The doors swung open abruptly, streaming light into the room, and three faery knights walked in. Long silver hair, pulled into simple ponytails, glimmered in the dimness of the room, and their faces were haughty and arrogant.



“We have come for the half-breed,” one of them announced, his voice ringing through the kitchen. “By order of King Oberon, she will come with us.”



Sarah Skinflayer glanced my way, snorted, and picked up another quail. “That’s fine with me. The brat’s been nothing but deadweight since she came here. Take her out of my kitchens, and good riddance to her.” She punctured the statement with the sharp crack of the bird’s neck, and a brownie left the oven to take my place, shooing me away as it hopped onto a stool.



I started to follow them, but remembered my backpack, lying on the floor of the pantry closet. Muttering an apology, I hurried to grab it, slinging it over my back as I returned. None of the brownies looked up at me as I left, though Sarah Skinflayer glowered as she wrung a bird’s neck. Battling relief and an odd sense of guilt, I followed the knights out of the room.



They led me through the twisting brambles to yet another door, opening it without preamble. I walked into a small bedroom, not nearly as fancy as my first, but nice enough. I glimpsed a round, steaming pool through a side-room door, and thought longingly of a bath.



I heard muffled clops on the carpeted floor, and turned to see a pair of satyr girls enter behind a tall, willowy woman with pure white skin and straight raven hair. She wore a dress so black it sucked in the light, and her fingers were long and spiderlike.



One of the satyr girls peeked at me from behind the woman’s dress. I recognized Tansy, who gave me a timid smile, as if she feared I was mad about the encounter with Titania. I wasn’t; she had been a pawn in the faery queen’s game, just like me. But before I could say anything, the tall woman swept up and grabbed me, holding my chin in her bony fingers. Black eyes, with no iris or pupil, scanned my face.
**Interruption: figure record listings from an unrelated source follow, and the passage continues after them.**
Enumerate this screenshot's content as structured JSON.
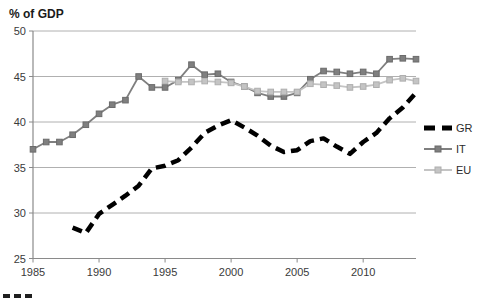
{
  "chart_data": {
    "type": "line",
    "ylabel": "% of GDP",
    "xlabel": "",
    "xlim": [
      1985,
      2014
    ],
    "ylim": [
      25,
      50
    ],
    "xticks": [
      1985,
      1990,
      1995,
      2000,
      2005,
      2010
    ],
    "yticks": [
      25,
      30,
      35,
      40,
      45,
      50
    ],
    "grid": "horizontal",
    "legend_position": "right-outside",
    "series": [
      {
        "name": "GR",
        "color": "#000000",
        "style": "dashed-thick",
        "marker": "none",
        "x": [
          1988,
          1989,
          1990,
          1991,
          1992,
          1993,
          1994,
          1995,
          1996,
          1997,
          1998,
          1999,
          2000,
          2001,
          2002,
          2003,
          2004,
          2005,
          2006,
          2007,
          2008,
          2009,
          2010,
          2011,
          2012,
          2013,
          2014
        ],
        "values": [
          28.4,
          27.8,
          29.9,
          30.9,
          31.9,
          33.0,
          34.9,
          35.2,
          35.8,
          37.2,
          38.8,
          39.6,
          40.2,
          39.4,
          38.5,
          37.4,
          36.7,
          36.9,
          37.9,
          38.2,
          37.3,
          36.5,
          37.8,
          38.8,
          40.4,
          41.6,
          43.2
        ]
      },
      {
        "name": "IT",
        "color": "#7f7f7f",
        "marker_edge": "#6b6b6b",
        "style": "solid",
        "marker": "square",
        "x": [
          1985,
          1986,
          1987,
          1988,
          1989,
          1990,
          1991,
          1992,
          1993,
          1994,
          1995,
          1996,
          1997,
          1998,
          1999,
          2000,
          2001,
          2002,
          2003,
          2004,
          2005,
          2006,
          2007,
          2008,
          2009,
          2010,
          2011,
          2012,
          2013,
          2014
        ],
        "values": [
          37.0,
          37.8,
          37.8,
          38.6,
          39.7,
          40.9,
          41.9,
          42.4,
          45.0,
          43.8,
          43.8,
          44.6,
          46.3,
          45.2,
          45.3,
          44.4,
          43.9,
          43.2,
          42.8,
          42.8,
          43.2,
          44.7,
          45.6,
          45.5,
          45.3,
          45.5,
          45.3,
          46.9,
          47.0,
          46.9
        ]
      },
      {
        "name": "EU",
        "color": "#c4c4c4",
        "marker_edge": "#aeaeae",
        "style": "solid",
        "marker": "square",
        "x": [
          1995,
          1996,
          1997,
          1998,
          1999,
          2000,
          2001,
          2002,
          2003,
          2004,
          2005,
          2006,
          2007,
          2008,
          2009,
          2010,
          2011,
          2012,
          2013,
          2014
        ],
        "values": [
          44.5,
          44.4,
          44.4,
          44.5,
          44.4,
          44.3,
          43.9,
          43.4,
          43.3,
          43.3,
          43.3,
          44.2,
          44.1,
          44.0,
          43.8,
          43.9,
          44.1,
          44.6,
          44.8,
          44.5
        ]
      }
    ],
    "legend": {
      "items": [
        "GR",
        "IT",
        "EU"
      ]
    }
  }
}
“Filthy,” she rasped, her voice like silk over a steel blade. “What a plain, dirty little specimen. What does Oberon expect me to do with this? I’m not a miracle worker.”



I wrenched my face from her grasp, and the satyr girls squeaked. The lady, however, seemed amused. “Well, I suppose we shall have to try. Half-breed—”



“My name is not ‘half-breed,’” I snapped, tired of hearing the word. “It’s Meghan. Meghan Chase.”



The woman didn’t blink. “You give out your full name so easily, child,” she stated, making me frown in confusion. “You are lucky that it is not your True Name, else you might find yourself in a dire situation. Very well, Meghan Chase. I am Lady Weaver, and you will listen to me carefully. King Oberon has asked me to make you presentable for Elysium tonight. He will not have his half-breed daughter parading around in peasant rags, or worse, mortal clothes, in front of the Unseelie Court. I told him I would do my best and not to expect miracles, but we shall try. Now—” she gestured to the side room “—first things first. You reek of human, troll, and blood. Go take a bath.” She clapped once, and the two satyrs trotted around to face me. “Tansy and Clarissa will attend you. Now I must design something for you to wear that will not make a laughingstock of your father.”